Metropolitan News-Enterprise

 

Friday, April 16, 2004

 

Page 1

 

‘Heroic’ Prisoner Held Eligible for Sentence Break

 

By a MetNews Staff Writer

 

A state prisoner who has earned the maximum amount of credit for good behavior under the Three-Strikes Law is eligible for a further reduction for “perform[ing] a heroic act in a life-threatening situation,” the state Supreme Court ruled yesterday.

Justice Ming Chin, writing for a unanimous court, said a divided panel in this district’s Div. Six erred in concluding that legislation would be required to permit any further reduction for a prisoner who has earned the 20 percent maximum “worktime” credits allowed by the Three-Strikes Law.

The high court overturned the denial of former inmate Ronald Young’s habeas corpus petition under Penal Code Sec. 2935. The section allows the Department of Corrections to reduce the sentence of an inmate by up to 12 months in unusual situations.

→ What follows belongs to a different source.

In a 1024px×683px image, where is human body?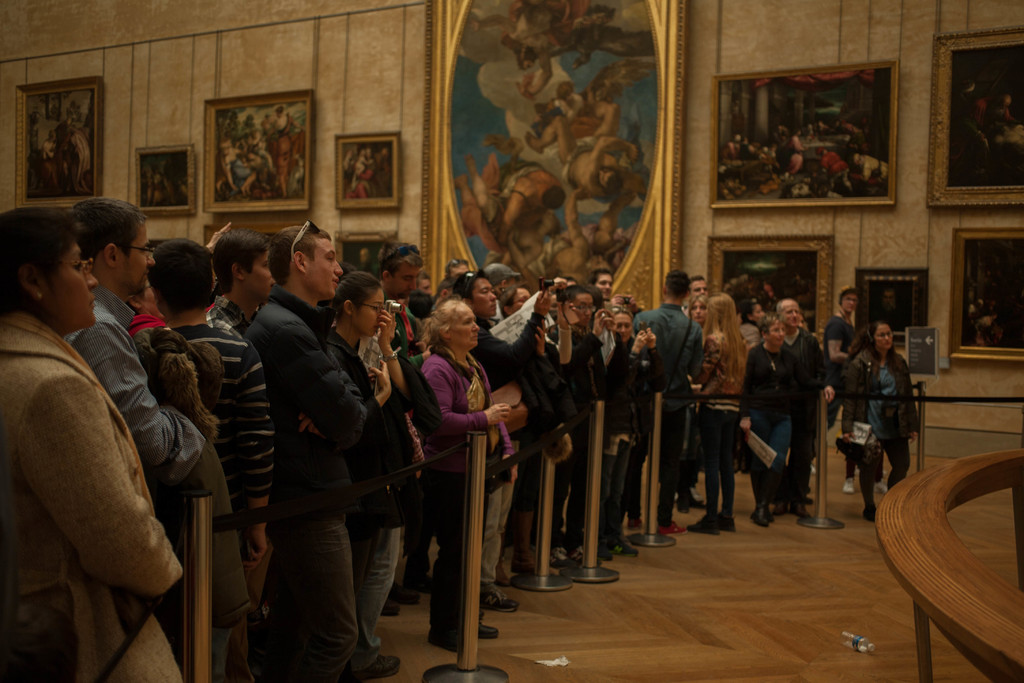
bbox=[572, 17, 602, 69].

Young, who was subject to the 20 percent limitation because he was serving a second-strike sentence for burglary, asked for the reduction in 2001 after he performed the Heimlich maneuver and dislodged food from the airway of a prison employee.

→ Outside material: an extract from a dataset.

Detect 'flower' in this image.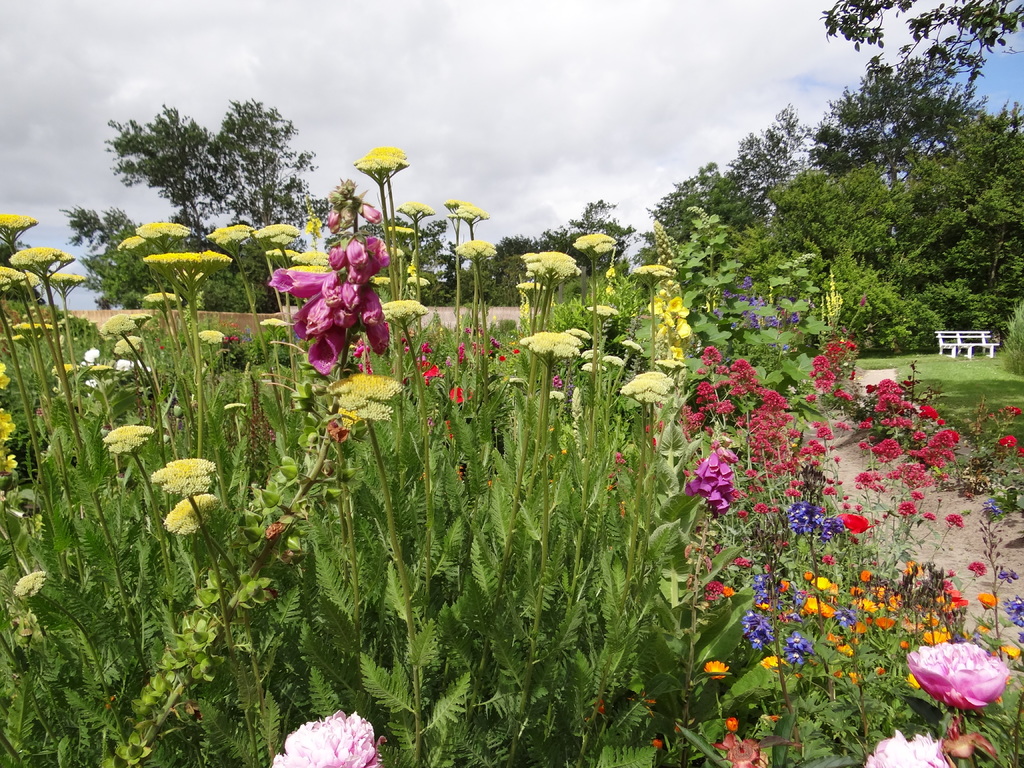
Detection: [x1=136, y1=220, x2=189, y2=236].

The department concluded that it could not grant the request if the effect, after combining the reduction with worktime credits, would be to reduce the total sentence by more than 20 percent. The Div. Six majority agreed, “regretfully” holding that “[i]t would elevate form over substance to conclude that a reduction differs from a credit.”

But Chin said the distinction is a valid one.

He explained:

“The difference between a sentence reduction and a credit is not merely semantic in this context.  There is a qualitative difference between a sentence reduction based on a heroic act...and postsentence conduct credits....[Penal Code] Sections 2931 and 2933 [governing “good time” and worktime credits] serve to encourage a prisoner’s conformity to prison regulations and his participation in rehabilitative activities to facilitate reintegration into society....By working and not engaging in misconduct in prison, i.e., activities that generally affect only the prisoner himself, a prisoner may earn credits toward reducing his determinate sentence....Section 2935, however, is substantially different because it rewards a prisoner’s selfless act of heroism, which may save the life of another.  In this case, petitioner saved the life of his work supervisor when another prisoner refused to help.  As petitioner emphasizes, his heroic act in prison was particularly significant because other prisoners may have become hostile toward him for helping ‘the enemy,’ and prison guards could have misconstrued petitioner’s actions as attacking rather than saving the supervisor. “

Young has already been released on parole. But he may be eligible for a reduction in the length of parole based on the high court’s ruling, Chin noted.

The case was argued by David H. Goodwin of Los Angeles for Young and Deputy Attorney General Heather Bushman for the state.

The case is In re Young, 04 S.O.S. 1928.